The aim of this paper is to develop a better understanding of the pressures that can cause mission drift among social enterprises and some of the steps that social enterprises can…
Abstract
Purpose
The aim of this paper is to develop a better understanding of the pressures that can cause mission drift among social enterprises and some of the steps that social enterprises can take to combat these pressures.

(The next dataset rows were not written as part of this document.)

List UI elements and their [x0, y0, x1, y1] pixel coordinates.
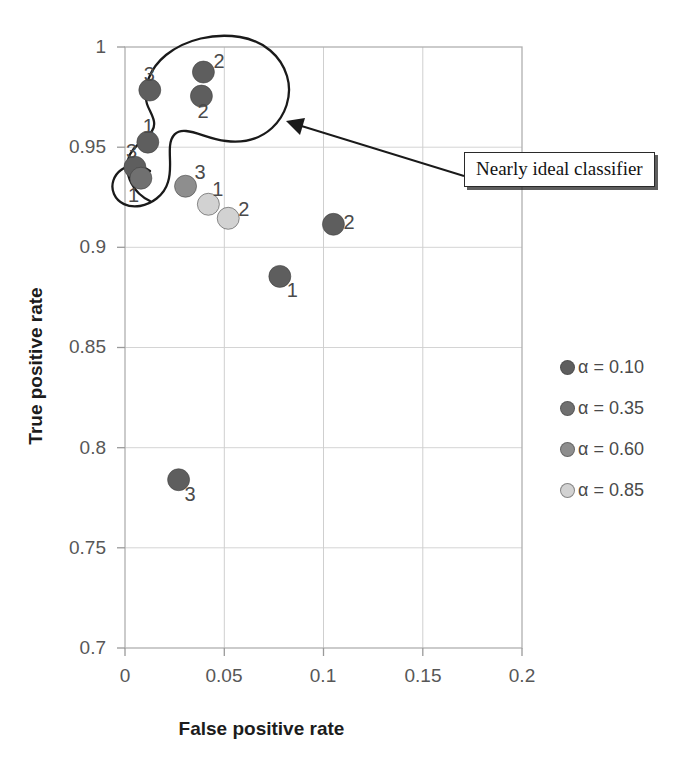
legend-label: α = 0.35	[578, 398, 644, 419]
x-tick-label-0: 0	[95, 665, 155, 687]
x-tick-label-015: 0.15	[393, 665, 453, 687]
y-tick-label-075: 0.75	[44, 537, 106, 559]
data-point-label: 3	[195, 161, 206, 184]
nearly-ideal-classifier-callout: Nearly ideal classifier	[464, 152, 655, 187]
legend-swatch-icon	[560, 442, 575, 457]
legend-item[interactable]: α = 0.10	[560, 352, 683, 382]
data-point-label: 2	[238, 198, 249, 221]
y-tick-label-09: 0.9	[44, 236, 106, 258]
chart-container: 1 0.95 0.9 0.85 0.8 0.75 0.7 0 0.05 0.1 …	[0, 0, 683, 769]
data-point-label: 1	[128, 184, 139, 207]
legend-swatch-icon	[560, 360, 575, 375]
data-point-label: 3	[185, 483, 196, 506]
legend-item[interactable]: α = 0.35	[560, 393, 683, 423]
y-tick-label-085: 0.85	[44, 336, 106, 358]
legend-item[interactable]: α = 0.60	[560, 434, 683, 464]
y-axis-title: True positive rate	[25, 226, 47, 506]
data-point-label: 3	[144, 63, 155, 86]
data-point-label: 2	[197, 100, 208, 123]
legend-swatch-icon	[560, 401, 575, 416]
y-tick-label-07: 0.7	[44, 637, 106, 659]
data-point-label: 1	[212, 178, 223, 201]
y-tick-label-08: 0.8	[44, 437, 106, 459]
legend: α = 0.10α = 0.35α = 0.60α = 0.85	[560, 352, 683, 516]
x-axis-title: False positive rate	[0, 718, 523, 740]
y-tick-label-095: 0.95	[44, 136, 106, 158]
legend-item[interactable]: α = 0.85	[560, 475, 683, 505]
x-axis-ticks	[125, 648, 522, 656]
x-tick-label-02: 0.2	[492, 665, 552, 687]
data-point-label: 2	[343, 211, 354, 234]
data-point-label: 2	[213, 50, 224, 73]
data-point-marker	[175, 175, 197, 197]
legend-label: α = 0.10	[578, 357, 644, 378]
legend-swatch-icon	[560, 483, 575, 498]
legend-label: α = 0.60	[578, 439, 644, 460]
x-tick-label-005: 0.05	[194, 665, 254, 687]
data-point-label: 1	[287, 279, 298, 302]
data-point-marker	[192, 61, 214, 83]
y-tick-label-1: 1	[44, 36, 106, 58]
legend-label: α = 0.85	[578, 480, 644, 501]
data-point-label: 1	[143, 115, 154, 138]
data-point-marker	[217, 207, 239, 229]
data-point-marker	[322, 213, 344, 235]
x-tick-label-01: 0.1	[293, 665, 353, 687]
data-point-label: 3	[126, 140, 137, 163]
y-axis-ticks	[117, 47, 125, 648]
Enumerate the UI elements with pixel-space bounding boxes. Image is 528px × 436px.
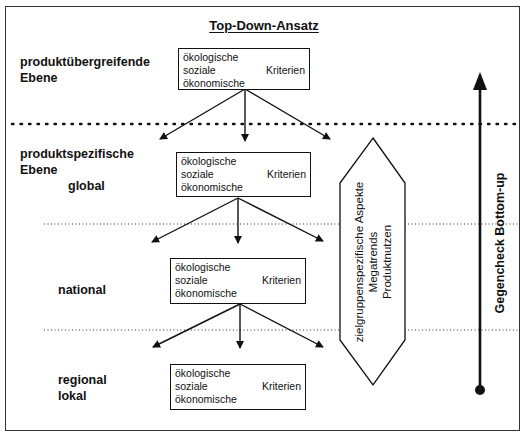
criteria-box-produktuebergreifend: ökologische sozialeKriterien ökonomische [178,48,310,90]
bottom-up-check-label: Gegencheck Bottom-up [493,173,507,314]
arrow-up-icon [473,72,487,90]
side-shape-text: zielgruppenspezifische Aspekte Megatrend… [352,142,394,382]
criteria-box-national: ökologische sozialeKriterien ökonomische [170,258,306,304]
arrow-origin-dot-icon [475,385,485,395]
criteria-box-global: ökologische sozialeKriterien ökonomische [176,152,311,197]
criteria-box-regional: ökologische sozialeKriterien ökonomische [170,364,306,410]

Design/methodology/approach
The paper is conceptual in nature. It draws on resource dependency theory, institutional theory and various extant empirical studies to develop an understanding of the causes of mission drift. This analysis is then used to examine the practical steps that social enterprises can take to combat mission drift.
Findings
The paper highlights how high dependence on a resource provider and the demands of “competing” institutional environments can lead to mission drift. Based on this analysis, the paper sets out various governance mechanisms and management strategies that can be used to combat mission drift.
Practical implications
The paper sets out practical steps social enterprises can take to try to prevent mission drift. While governance mechanisms provide important safeguards, there is still a danger of mission drift unless active steps are taken to manage the tensions that arise from trying to achieve both commercial and social goals. These strategies can be divided into two broad types. Those that seek to compartmentalise the different activities into separate parts of the organization and those that seek to integrate them. Integrative strategies include careful selection and socialization, compromise and “selective coupling”.
Originality/value
The paper will be of value to other researchers attempting to understand the dynamics of social enterprises and, in particular, the processes that can lead to mission drift and to managers of social enterprises keen to combat these processes.